Torkzaban, now a pre-law student at Northwestern University’s Medill School of Journalism, wrote that Tholen’s mentorship was instrumental in her education, as it has been for hundreds of young people over the last decade.

“Barbara Tholen has not only fostered student leadership and free expression within her own staff but has profoundly shaped the field of scholastic journalism for any student lucky enough to learn from her,” she wrote. “She leads by example — continuously expanding her own knowledge in an ever-changing media landscape and sharing that wisdom with students at Lawrence High, at journalism conventions, and even at a rival high school across town.”

At least twice, Tholen stepped in to help the program at Lawrence Free State — once when the adviser there was undergoing cancer treatment and again when the program was without an adviser for half a semester. Laurie Folsom, former adviser at Lawrence Free State, wrote that in addition to being a fierce advocate for student journalism and a mentor to hundreds of student journalists, Tholen is a consummate mentor and friend to peer advisers. When Folsom was diagnosed with cancer, she said Tholen mobilized students, colleagues and friends to support her, her family and her students. Tholen oversaw the completion of the 2020 yearbook, and then supported the long-term substitute throughout the following school year, sharing lesson plans and helping the Free State publications with whatever they needed while their own adviser underwent treatment and recovery.

“Barbara Tholen has gone above and beyond as an educator as well as a human being,” Folsom wrote of her former district colleague. “Her students have a safe and supportive space no matter if they are the best journalism student or just trying to meet their basic needs. Lawrence Public Schools is a better district because of her selfless heart.”

Jared Shuff, the current publications adviser at Lawrence Free State, said that before he arrived, an adviser had left mid semester, and the program could easily have been in chaos. But Tholen stepped up to help, even while her plate was full with her own students and publications.

“Barb opened her doors to Free State student editors,” Shuff wrote. “These students would travel across town to work with her on the yearbook, newspaper or anything else they needed assistance with.

Nobody expected her to take on this extra responsibility, but that’s just who she is — if it’s in her power to help others, she doesn’t hesitate.”

Shuff said her help did not end when he arrived mid-year, as a brand new teacher just weeks out of college. Tholen mentored and helped him through that first semester.

“Truthfully, I don’t think I would’ve lasted as an educator for more than a semester without Barbara Tholen’s guidance, leadership and knowledge,” he said.

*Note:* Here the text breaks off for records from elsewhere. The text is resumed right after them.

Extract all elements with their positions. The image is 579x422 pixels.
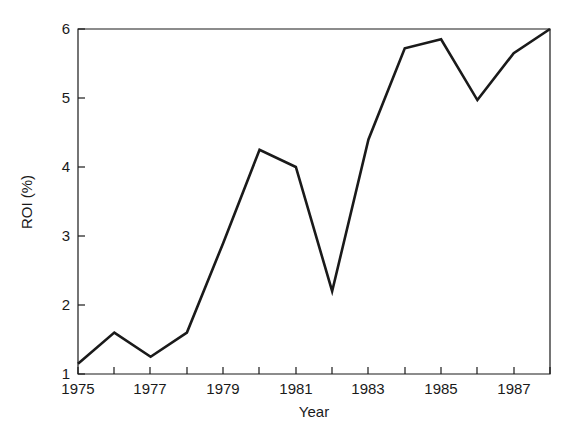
y-tick-label-2: 2	[62, 296, 70, 313]
x-tick-label-1975: 1975	[61, 380, 94, 397]
chart-figure: 1 2 3 4 5 6 1975 1977	[0, 0, 579, 422]
x-tick-label-1987: 1987	[497, 380, 530, 397]
plot-border	[78, 29, 550, 374]
x-axis-title: Year	[299, 403, 329, 420]
y-tick-label-3: 3	[62, 227, 70, 244]
x-tick-label-1985: 1985	[424, 380, 457, 397]
x-tick-label-1977: 1977	[133, 380, 166, 397]
x-tick-labels: 1975 1977 1979 1981 1983 1985 1987	[61, 380, 530, 397]
y-tick-marks	[78, 29, 85, 374]
y-tick-label-6: 6	[62, 20, 70, 37]
x-tick-label-1981: 1981	[279, 380, 312, 397]
y-tick-label-4: 4	[62, 158, 70, 175]
x-tick-marks	[78, 367, 550, 374]
axis-frame	[78, 29, 550, 374]
y-axis-title: ROI (%)	[18, 175, 35, 229]
y-tick-labels: 1 2 3 4 5 6	[62, 20, 70, 382]
roi-data-line	[78, 29, 550, 364]
x-tick-label-1983: 1983	[351, 380, 384, 397]
y-tick-label-5: 5	[62, 89, 70, 106]
line-chart: 1 2 3 4 5 6 1975 1977	[0, 0, 579, 422]
x-tick-label-1979: 1979	[206, 380, 239, 397]
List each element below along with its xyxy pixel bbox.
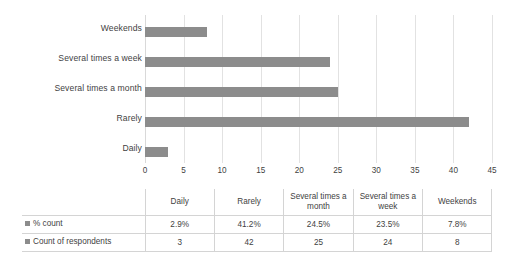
x-tick-15: 15: [246, 166, 276, 175]
cell-count-several-times-a-month: 25: [284, 234, 353, 252]
category-label-weekends: Weekends: [0, 23, 142, 33]
cell-percent-weekends: 7.8%: [423, 216, 492, 234]
table-header-weekends: Weekends: [423, 189, 492, 216]
bar-daily[interactable]: [145, 147, 168, 157]
bar-several-times-a-week[interactable]: [145, 57, 330, 67]
bar-chart-with-data-table: Weekends Several times a week Several ti…: [0, 0, 516, 275]
legend-label-count-of-respondents: Count of respondents: [33, 237, 111, 246]
cell-percent-rarely: 41.2%: [214, 216, 283, 234]
bar-several-times-a-month[interactable]: [145, 87, 338, 97]
x-tick-20: 20: [284, 166, 314, 175]
x-tick-45: 45: [477, 166, 507, 175]
table-header-row: Daily Rarely Several times a month Sever…: [22, 189, 492, 216]
legend-swatch-icon: [25, 221, 30, 226]
category-label-rarely: Rarely: [0, 113, 142, 123]
x-tick-25: 25: [323, 166, 353, 175]
table-header-rarely: Rarely: [214, 189, 283, 216]
cell-percent-several-times-a-week: 23.5%: [353, 216, 422, 234]
bars: [145, 15, 492, 163]
legend-label-percent-count: % count: [33, 219, 63, 228]
data-table: Daily Rarely Several times a month Sever…: [22, 189, 492, 252]
x-axis-ticks: 0 5 10 15 20 25 30 35 40 45: [0, 164, 516, 180]
table-header-daily: Daily: [145, 189, 214, 216]
cell-percent-several-times-a-month: 24.5%: [284, 216, 353, 234]
cell-percent-daily: 2.9%: [145, 216, 214, 234]
cell-count-several-times-a-week: 24: [353, 234, 422, 252]
legend-row-count-of-respondents: Count of respondents: [22, 234, 145, 252]
cell-count-weekends: 8: [423, 234, 492, 252]
legend-row-percent-count: % count: [22, 216, 145, 234]
category-label-several-times-a-month: Several times a month: [0, 83, 142, 93]
cell-count-rarely: 42: [214, 234, 283, 252]
legend-swatch-icon: [25, 239, 30, 244]
x-tick-10: 10: [207, 166, 237, 175]
table-header-several-times-a-week: Several times a week: [353, 189, 422, 216]
category-label-several-times-a-week: Several times a week: [0, 53, 142, 63]
gridline-45: [492, 15, 493, 163]
x-tick-5: 5: [169, 166, 199, 175]
table-header-several-times-a-month: Several times a month: [284, 189, 353, 216]
bar-weekends[interactable]: [145, 27, 207, 37]
cell-count-daily: 3: [145, 234, 214, 252]
bar-rarely[interactable]: [145, 117, 469, 127]
table-row: Count of respondents 3 42 25 24 8: [22, 234, 492, 252]
x-tick-0: 0: [130, 166, 160, 175]
table-row: % count 2.9% 41.2% 24.5% 23.5% 7.8%: [22, 216, 492, 234]
table-corner-cell: [22, 189, 145, 216]
plot-area: Weekends Several times a week Several ti…: [0, 0, 516, 166]
x-tick-35: 35: [400, 166, 430, 175]
x-tick-40: 40: [438, 166, 468, 175]
category-label-daily: Daily: [0, 143, 142, 153]
x-tick-30: 30: [361, 166, 391, 175]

Kristy Nyp, journalism teacher at Manhattan High School, wrote that she remembers Tholen helping her with CTE pathway work years ago.

“Barb was one of the first teachers I met outside of the little 1A school where I began teaching, and almost certainly she was the first full-time journalism teacher,” Nyp wrote. “When I was seeking help for how to create a CTE pathway for my program in the period of transition from Vocational Education to Career and Technical Education, Barb was there on the front lines, helping to ensure that a pathway would be created despite pushback from KSDE powers.”

Tholen is leaving Lawrence High School at the end of the school year to step into the role of Executive Director of the Kansas Scholastic Press Association, where she will serve student journalists and scholastic publications advisers across the state.

In her nomination letter for this award, her former student Natasha Torkzaban wrote:

“Barbara Tholen is more than a journalism adviser — she is a relentless advocate for student voices, a defender of press freedom, and a mentor who changes lives. Truly, there is no one more deserving of the Jackie Engel Award than Barbara Tholen — journalism adviser, mentor, public school teacher, hero to 80 staff reporters, and relentless First Amendment advocate.”